Microstock Techniques-Night

Night Neon Red
I took this photo with a Kodak 12 MegaPixel camera using an automatic night photography shutter setting. The light was much more dim than this effect would suggest. But the light just over the sign and inside the candy store was much brighter. I loved how the red stood out, and I loved how the “candy” temptation motif emerged as the central element.
For microstock photography, a narrow focus is better. Large or panoramic images with too much going on present difficulties for sizing and inclusion. These can be very good cut down to size for small feature shots positioned around text boxes. Getting the raw material is the purpsoe of walkabout sessions or photo excursions.

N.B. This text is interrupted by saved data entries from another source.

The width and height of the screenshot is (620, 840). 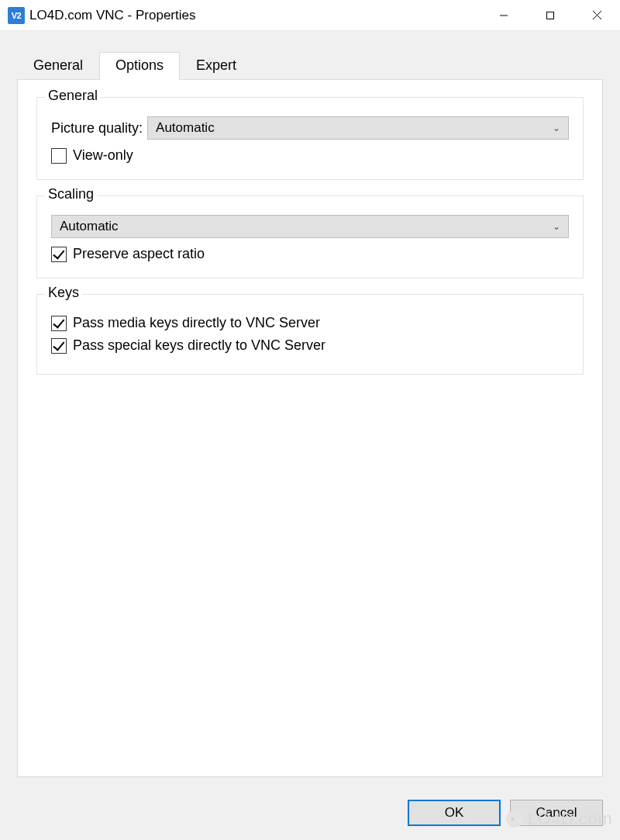 What do you see at coordinates (550, 16) in the screenshot?
I see `window-controls` at bounding box center [550, 16].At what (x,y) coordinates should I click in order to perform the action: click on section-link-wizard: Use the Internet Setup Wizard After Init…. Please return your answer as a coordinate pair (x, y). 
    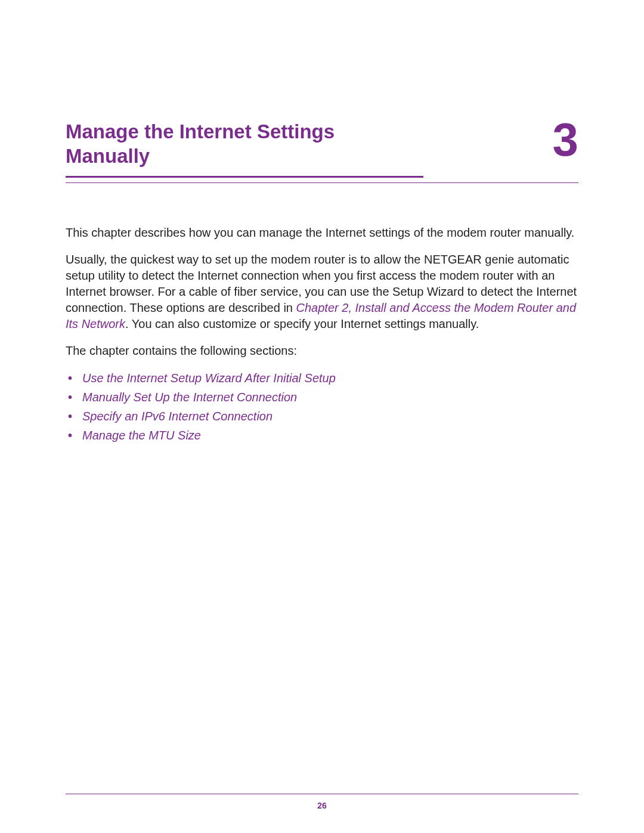
    Looking at the image, I should click on (330, 378).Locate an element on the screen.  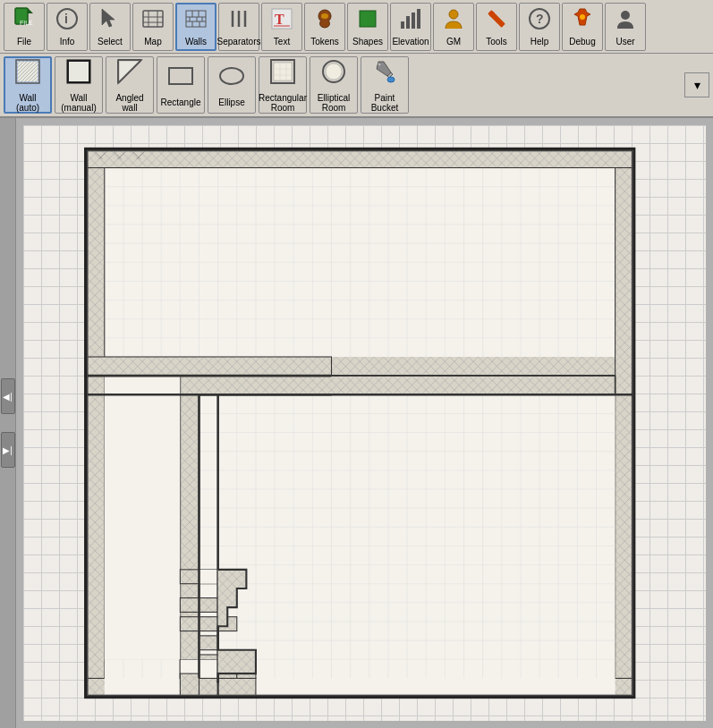
side-toggle-panel: ◀| ▶| is located at coordinates (8, 423).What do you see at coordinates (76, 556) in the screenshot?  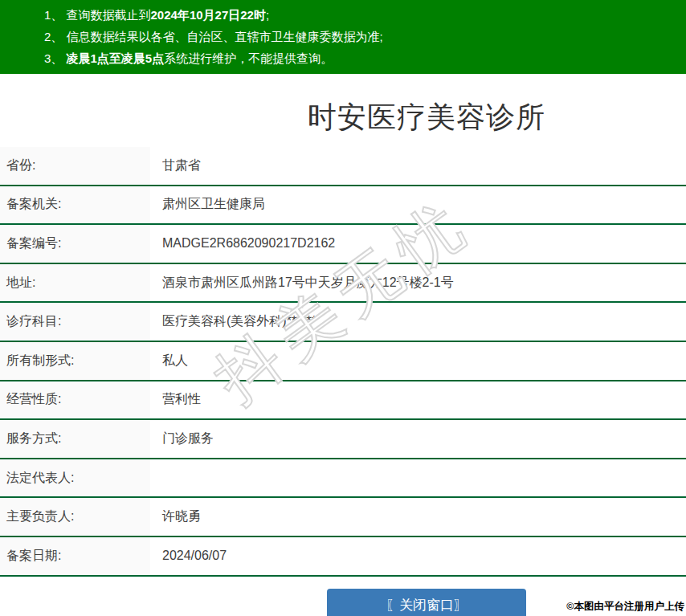 I see `row-label: 备案日期:` at bounding box center [76, 556].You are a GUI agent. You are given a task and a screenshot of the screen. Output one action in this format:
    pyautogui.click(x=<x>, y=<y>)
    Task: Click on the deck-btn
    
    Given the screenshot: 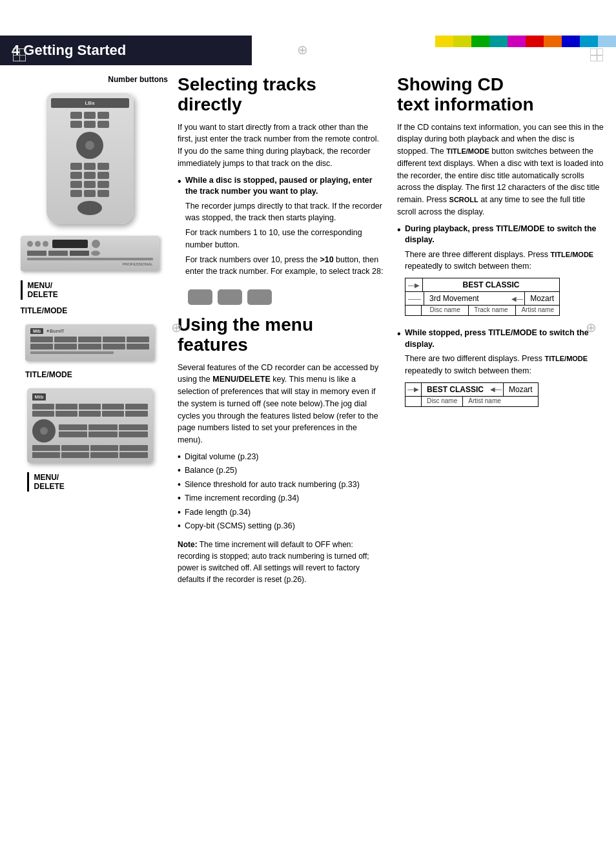 What is the action you would take?
    pyautogui.click(x=37, y=253)
    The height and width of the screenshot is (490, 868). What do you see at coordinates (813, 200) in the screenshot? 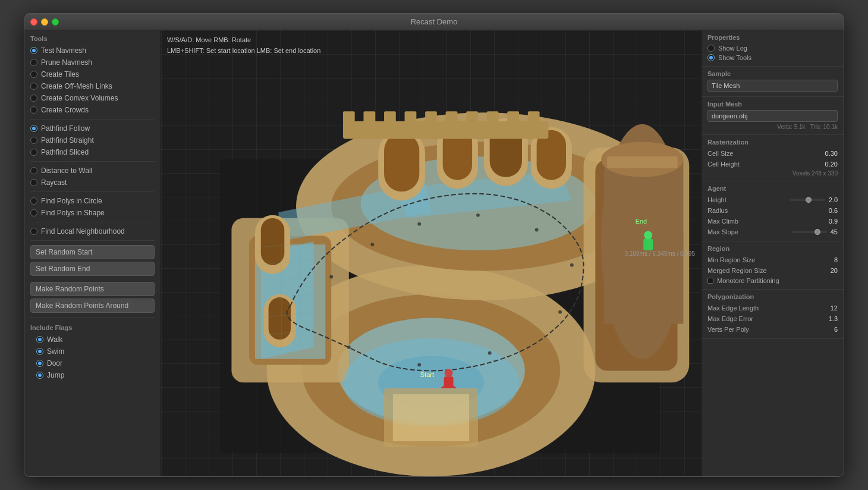
I see `agent-height-slider: 2.0` at bounding box center [813, 200].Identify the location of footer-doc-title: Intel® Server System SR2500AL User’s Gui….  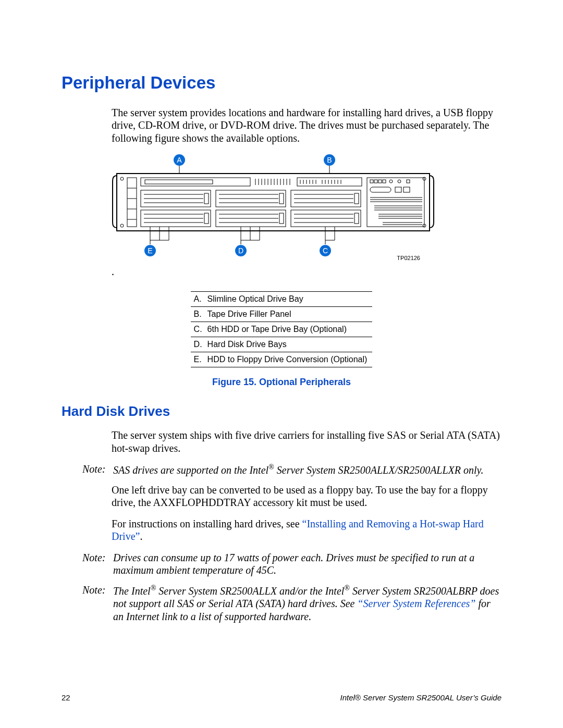
(421, 697). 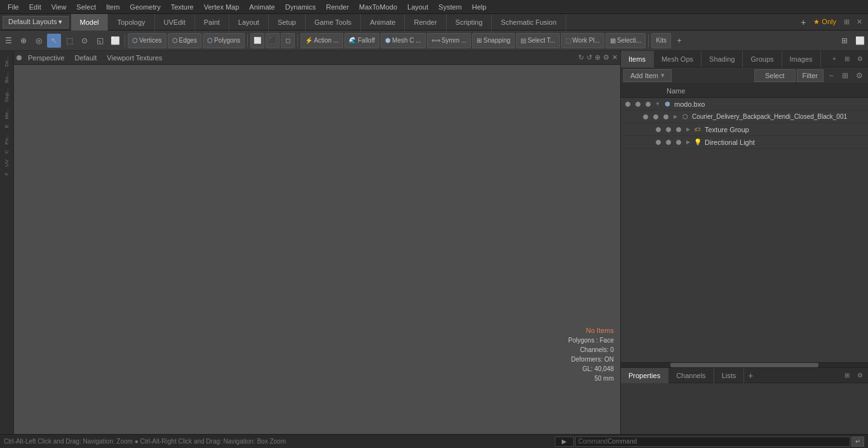 What do you see at coordinates (729, 376) in the screenshot?
I see `prop-tab-lists: Lists` at bounding box center [729, 376].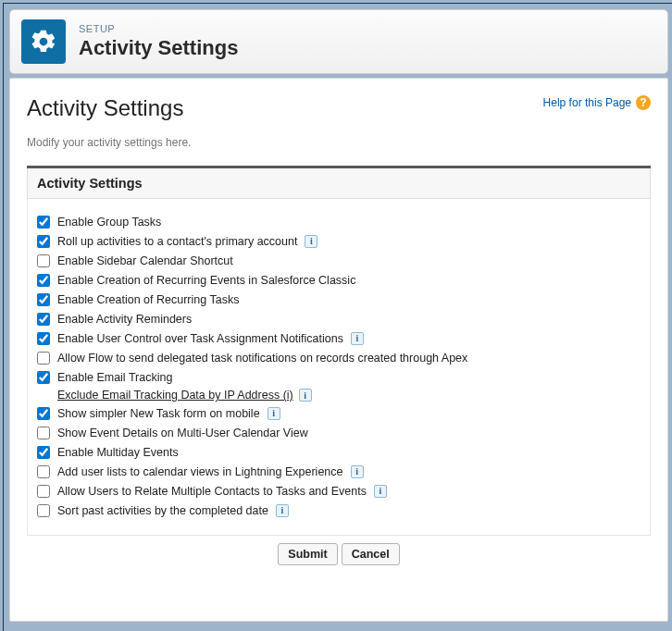 Image resolution: width=672 pixels, height=631 pixels. What do you see at coordinates (339, 279) in the screenshot?
I see `setting-row: Enable Creation of Recurring Events in S…` at bounding box center [339, 279].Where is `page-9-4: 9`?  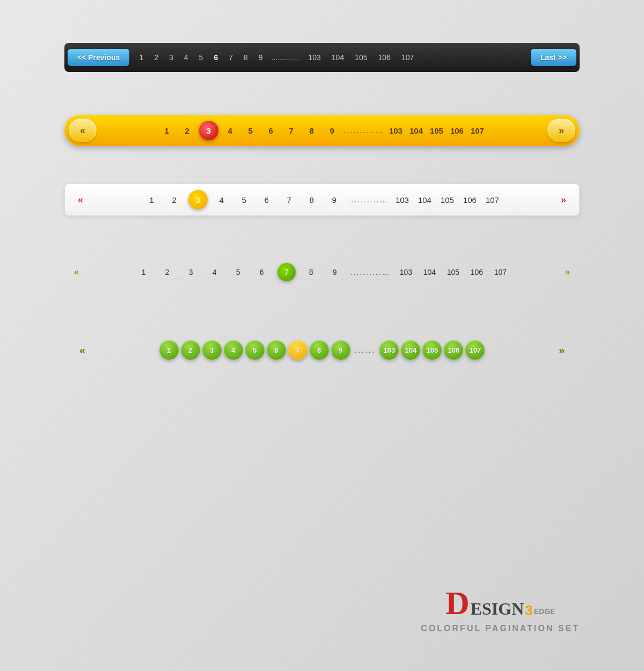
page-9-4: 9 is located at coordinates (335, 272).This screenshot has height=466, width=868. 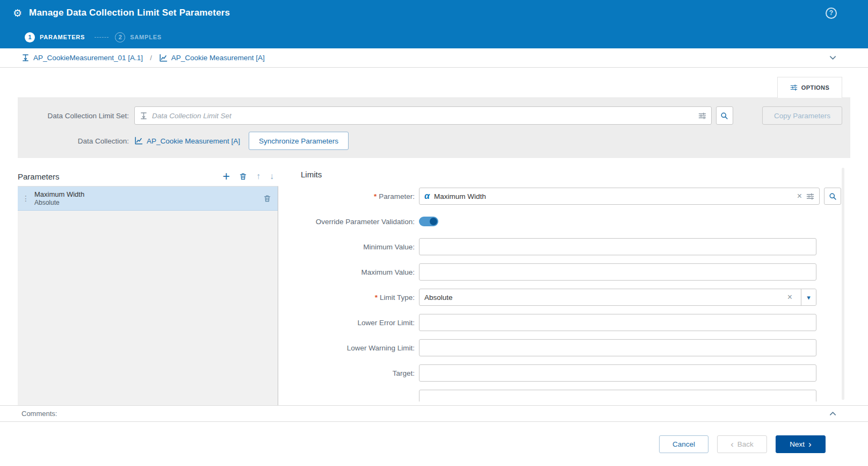 What do you see at coordinates (358, 272) in the screenshot?
I see `maximum-value-label: Maximum Value:` at bounding box center [358, 272].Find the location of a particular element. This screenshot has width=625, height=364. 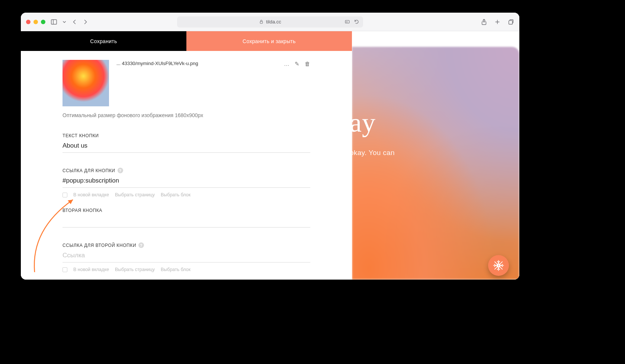

new-tab-checkbox is located at coordinates (65, 195).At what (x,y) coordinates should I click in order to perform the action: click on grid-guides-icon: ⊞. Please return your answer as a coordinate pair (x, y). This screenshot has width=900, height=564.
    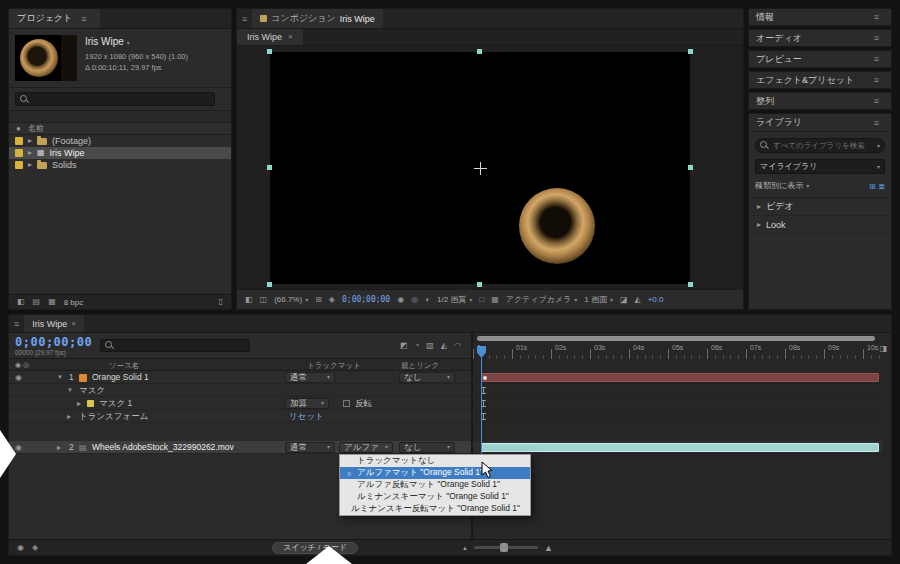
    Looking at the image, I should click on (318, 300).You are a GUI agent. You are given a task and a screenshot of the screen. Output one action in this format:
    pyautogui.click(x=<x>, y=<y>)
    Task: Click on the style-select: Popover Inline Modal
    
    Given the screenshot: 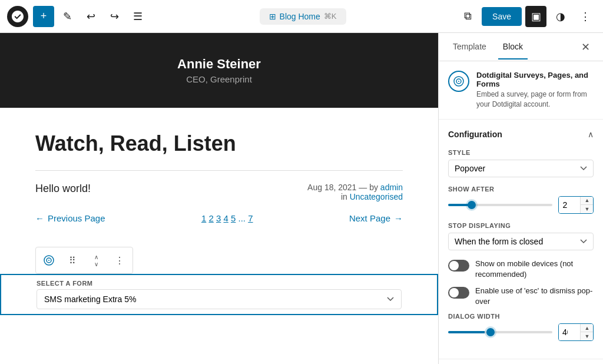 What is the action you would take?
    pyautogui.click(x=521, y=168)
     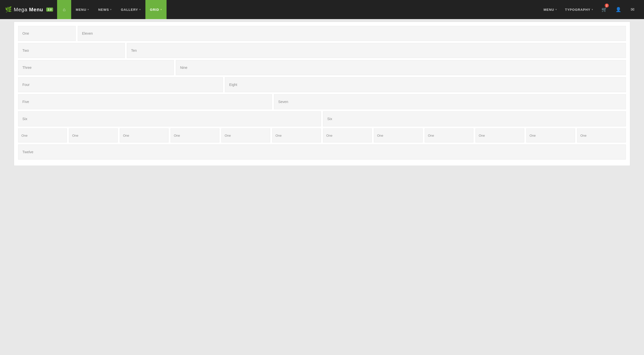 I want to click on grid-row-1-11: One Eleven, so click(x=322, y=33).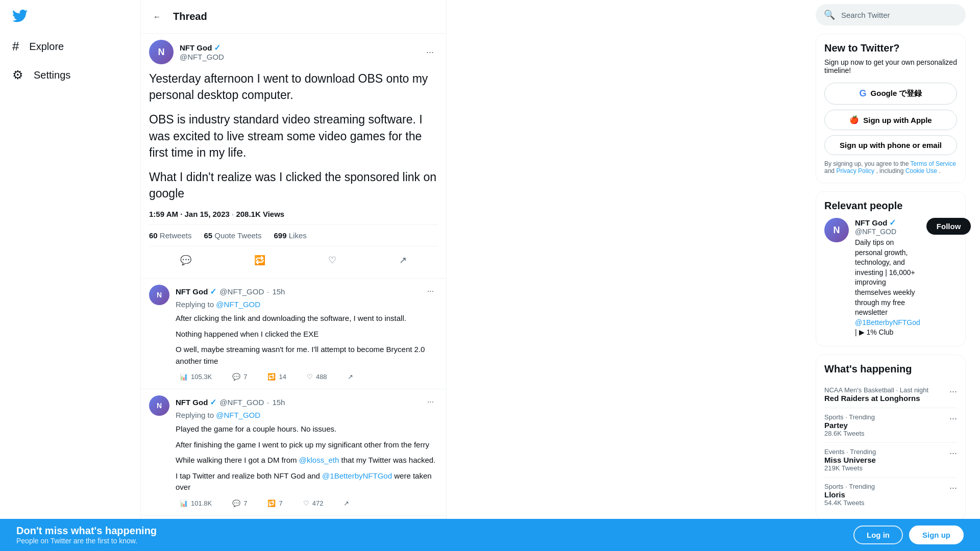 The image size is (980, 551). Describe the element at coordinates (196, 48) in the screenshot. I see `author-name-text: NFT God` at that location.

Lots of stock footage can be valuable because without unique or excessively oblique perspectives work solidly for straightforward microstock customers. One picture may be worth a thousand words, but the microstock customer and text editor will be looking to find a picture that matches the thousand words it is being placed next to.
Night sessions of photo gathering have special requirements. It pays to get some experience taking sequences at night because you grow more confident as a photographer about how certain light settings and weather conditions will work. Working with different cameras in cold or dim conditions allows ease of use observations about your cameras.
I find very cold weather and weather right after a rainy spell clears up air and renders crystalline images. Paired with light, this makes for some very good shots. But night focus photography means extra blur and people motion problems. It can take a dozen night gauss shots to get one good one. And by then your batteries are up.
Collecting this pictures inside your portfolio displays to a potential client you can operate during exterior night conditions of low light. It also challenges the microstock photographer to deliver quality images under challenging circumstances. Sometimes a lens or camera setting will render a light effect darker or lighter than the real light is.
Practice taking the shots and reviewing them gives the microstock photographer another asset: experience. Next time you pause to take a shot or put less quality into a composition, it will occur to you that the light may not come out that dark, or that the lighting or signage will render a beautiful effect inside the camera.
Night photography brings up the microstock photographer’s game. Your camera becomes your teammate. How does video work better with changing light effects? What kind of action capture an you get from faraway action versus close action versus middle distance objects or people inn action?